If you know which function is creating the unwanted buffers, and understand what effect removing them will have, you could always advise them (using after advice) to remove the unwanted buffer right at the source of the problem. I think this is safer than simply removing any new buffer once a function has finished.
In vim, visual block can be recall by 'gv' command so that multiple commands can be applied easily. (such as, comment out, then indent, then do_something_fun).
In Emacs, how can this be achieved?
[C-xC-x] only works when current cursor position stays where previous block ended.
If previous block was changed, the closest is to go through 'point-to-register' and 'jump-to-register'.
Just I am curious if there is an Emacs built-in command making this in one shot.
If Transient Mark mode is off, the region is always active. If it's on (which it sounds like is your situation), you can set mark-even-if-inactive to non-nil to allow region commands to work while the region isn't highlighted.
However, note you also can cycle back through previous mark positions using C-u C-SPC -- this will pop the mark ring. Once you're back to where you want to be, C-x C-x will rehighlight the region you want. (It may take a little bit of playing with this feature to get a feel for it, but it's why I can't switch away from Emacs now.)
If I understand correctly what you are asking for, then you don't need to do anything. When you select a region in emacs, it stays selected until you select a new one. So you could select the region and then perform as many actions as you want.

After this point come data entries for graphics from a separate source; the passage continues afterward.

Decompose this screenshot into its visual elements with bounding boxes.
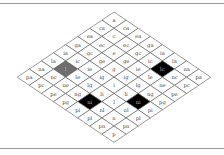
grid-cell-label: nl — [124, 107, 129, 113]
grid-cell-label: ec — [99, 42, 105, 48]
grid-cell-label: pl — [136, 115, 141, 122]
grid-cell-label: la — [51, 58, 56, 64]
grid-cell-label: pe — [50, 91, 56, 98]
grid-cell-label: ng — [74, 91, 81, 98]
grid-cell-label: pl — [87, 115, 92, 122]
grid-cell-label: li — [124, 91, 128, 97]
grid-cell-label: pc — [183, 82, 189, 89]
grid-cell-label: pc — [38, 82, 44, 89]
grid-cell-label: ne — [62, 82, 68, 88]
grid-cell-label: pa — [195, 74, 201, 81]
grid-cell-label: pi — [75, 107, 80, 114]
grid-cell-label: pe — [171, 91, 177, 98]
grid-cell-label: ca — [99, 25, 105, 31]
grid-cell-label: na — [183, 66, 189, 72]
grid-cell-label: ca — [123, 25, 129, 31]
grid-cell-label: nc — [171, 74, 177, 80]
grid-cell-label: pn — [99, 123, 106, 130]
grid-cell-label: ie — [136, 66, 141, 72]
grid-cell-label: pa — [26, 74, 32, 81]
grid-cell-label: pi — [148, 107, 153, 114]
grid-cell-label: c — [113, 33, 116, 39]
grid-cell-label: la — [172, 58, 177, 64]
grid-cell-label: ni — [136, 99, 141, 105]
grid-cell-label: pg — [159, 99, 166, 106]
grid-cell-label: ie — [87, 66, 92, 72]
grid-cell-label: ni — [87, 99, 92, 105]
grid-cell-label: ea — [135, 33, 141, 39]
grid-cell-label: nc — [50, 74, 56, 80]
grid-cell-label: ec — [123, 42, 129, 48]
grid-cell-label: ne — [159, 82, 165, 88]
grid-cell-label: li — [100, 91, 104, 97]
grid-cell-label: ga — [147, 42, 153, 49]
grid-cell-label: lg — [87, 82, 93, 89]
grid-cell-label: gc — [87, 50, 93, 57]
grid-cell-label: ia — [160, 50, 165, 56]
grid-cell-label: ng — [147, 91, 154, 98]
grid-cell-label: ga — [74, 42, 80, 49]
grid-cell-label: ic — [148, 58, 153, 64]
grid-cell-label: gc — [135, 50, 141, 57]
grid-cell-label: ig — [124, 74, 130, 81]
grid-cell-label: a — [112, 17, 115, 23]
grid-cell-label: nl — [99, 107, 104, 113]
grid-cell-label: e — [112, 50, 115, 56]
grid-cell-label: pg — [62, 99, 69, 106]
grid-cell-label: le — [75, 74, 80, 80]
grid-cell-label: le — [148, 74, 153, 80]
grid-cell-label: ig — [99, 74, 105, 81]
grid-cell-label: lc — [160, 66, 165, 72]
grid-cell-label: ge — [99, 58, 105, 65]
grid-cell-label: ge — [123, 58, 129, 65]
grid-cell-label: pn — [123, 123, 130, 130]
grid-cell-label: ia — [63, 50, 68, 56]
grid-cell-label: lg — [136, 82, 142, 89]
grid-cell-label: na — [38, 66, 44, 72]
grid-cell-label: ic — [75, 58, 80, 64]
isometric-grid-diagram: acaeagaialanapacacecgciclcncpceaecegeiel… — [0, 0, 224, 155]
grid-cell-label: ea — [87, 33, 93, 39]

Sounds like you're looking for the secondary selection, which stays put even as the region might change. (It stays put until you move it.)
See:
the Emacs manual, node Secondary Selection
Emacs wiki page Secondary Selection
library second-sel.el:
Also narrow-to-region (CTRL-x n n ) applies every command from then on just to that region- you can't hurt the rest of the buffer, it doesn't even show. After done editing , widen (CTRL-x n w )to get back the whole buffer.
CMM
If you use evil-mode, just press gv like in vim.
Since the answers here and for other similar SO questions didn't help for me (CUA-mode, Emacs 24, not only indent-rigidly), I continued searching and finally found a reselect-last-region defined in this collection of custom function (starting line 670). That worked like a charm for me - and hopefully does for others still arriving here.